Stevie Wonder, ‘Visions’ (M Graves / L J Fiagbe)

 

No. 245

‘Truth In the Pleasant Disguise of Illusion’: Do We Properly Appreciate the Power of the Media at Our Disposal?

‘Time is the longest distance between two places.’

There’s a splendid production of Tennessee Williams’ The Glass Menagerie currently running at the Duke of York’s Theatre in London (until 29 April).

We’re in a Depression-era Saint Louis tenement. Amanda Wingfield, a former ‘southern belle,’ is struggling to pay the rent and worried what will become of her angst-ridden, artistic son, and her shy, solitary daughter.

‘The future becomes the present, the present the past, and the past turns into everlasting regret if you don’t plan for it.’

Wingfield pleads with her son to bring a ‘gentleman caller’ back to the house – someone who might possibly represent a suitor for his sister. The fragile girl meanwhile seeks solace in a world of decorative figurines, the glass menagerie of the play’s title.

‘How beautiful it is and how easily it can be broken.’

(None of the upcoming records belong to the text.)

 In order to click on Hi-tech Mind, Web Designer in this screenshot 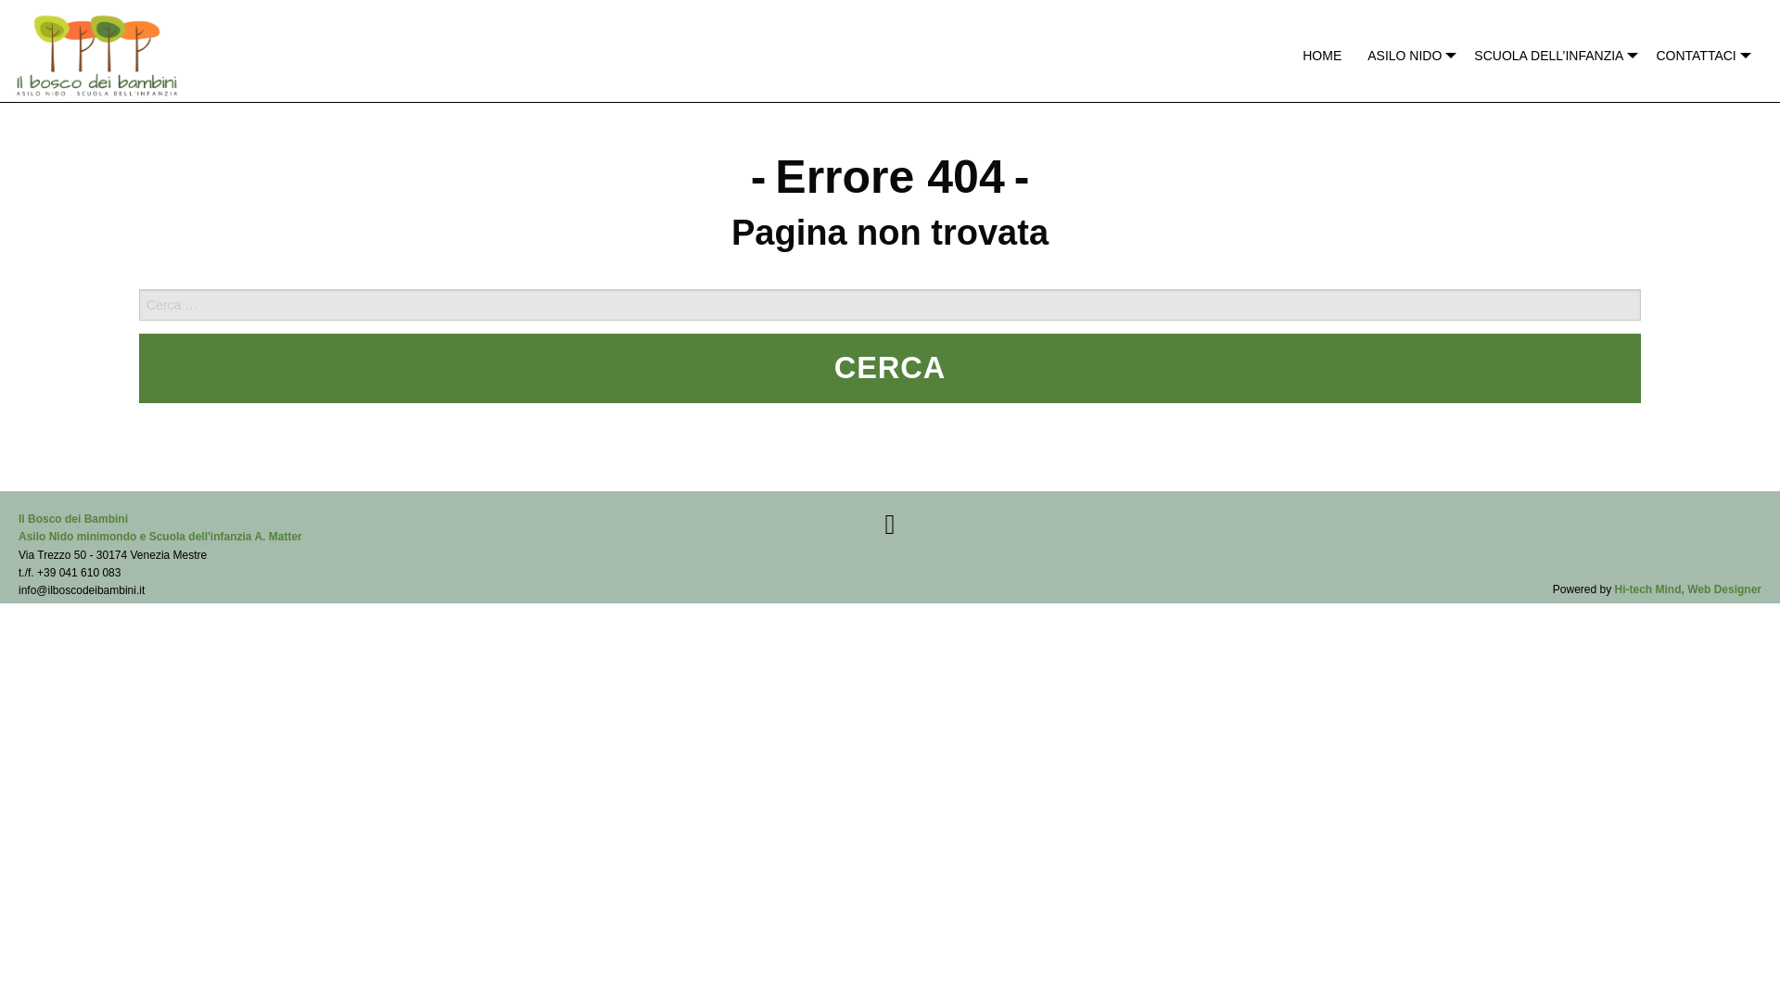, I will do `click(1687, 589)`.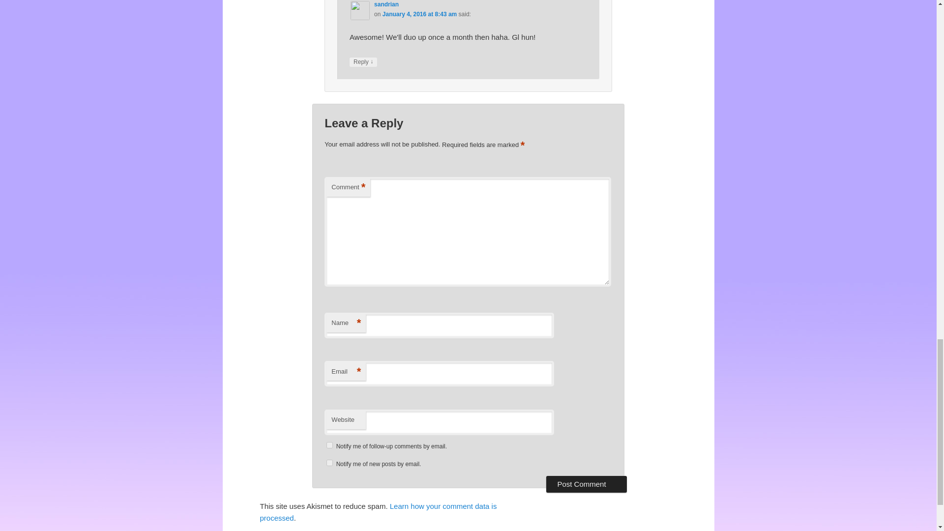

The Glass Menagerie is a delicate, sensitive meditation on the challenges facing the awkward and the outside; the responsibilities, deceptions and regrets of family life; the yearning to break free.

In his production notes, Williams describes the work as ‘a memory play’ and at the beginning of Scene One the artistic son explains to the audience that what we are about to see is a distillation of his own recollection of events.

‘Yes, I have tricks in my pocket, I have things up my sleeve. But I am the opposite of a stage magician. He gives you illusion that has the appearance of truth. I give you truth in the pleasant disguise of illusion. To begin with I turn back time…’

Williams seems to be declaring that he is more than just a storyteller - he is a master of the theatrical medium, a manipulator of time, a truthful illusionist. This confident, context-setting sequence reminded me of the Prologue of Henry V, in which Shakespeare invites the audience to conjure up, on the simple stage before them, the muddy battlefields of France.

‘Can this cockpit hold
The vasty fields of France? Or may we cram
Within this wooden O the very casques
That did affright the air at Agincourt?

I’m sure the most talented writers and artists are well aware of the imaginative leaps that their audience can bring to a creative encounter. And they’re conscious of the special powers of their chosen medium to ignite that imagination.

It has often been observed, for example, that the best directors treat film as a time machine – a means of compressing and extending time; of reordering and replaying it. Think of 2001: A Space Odyssey and how Kubrik takes us from the first man to the space age in one matchless match-cut; or consider the elegant synchronicity of the baptism scene in Coppola’s The Godfather. Film directors also consciously manipulate our understanding of space. With close-ups and long-shots, different points of view and perspectives, they expand and contract our perception of things. In the 1920s the women of the world fell in love with Rudolph Valentino because of the dramatic impact, in magnified close-up on the big screen, of those elegant lips, those sensitive eyes, that pomaded hair.

I wonder, do we in the field of marketing and communication too often treat media like an everyday commodity? Do we just think of it as a space to be filled, content to be generated, ratings to be registered? Do we properly appreciate the power of the tools at our disposal? Do we understand that the moving image can be a time machine; the fixed image can explore space and perspective; the printed and spoken text can conjure up hopes, dreams, recollections and regrets?

Shouldn’t we, like Williams, be seeking to deliver ‘truth in the pleasant disguise of illusion?’ For if we have no passion for the medium, how can we expect to inspire passion in our audience?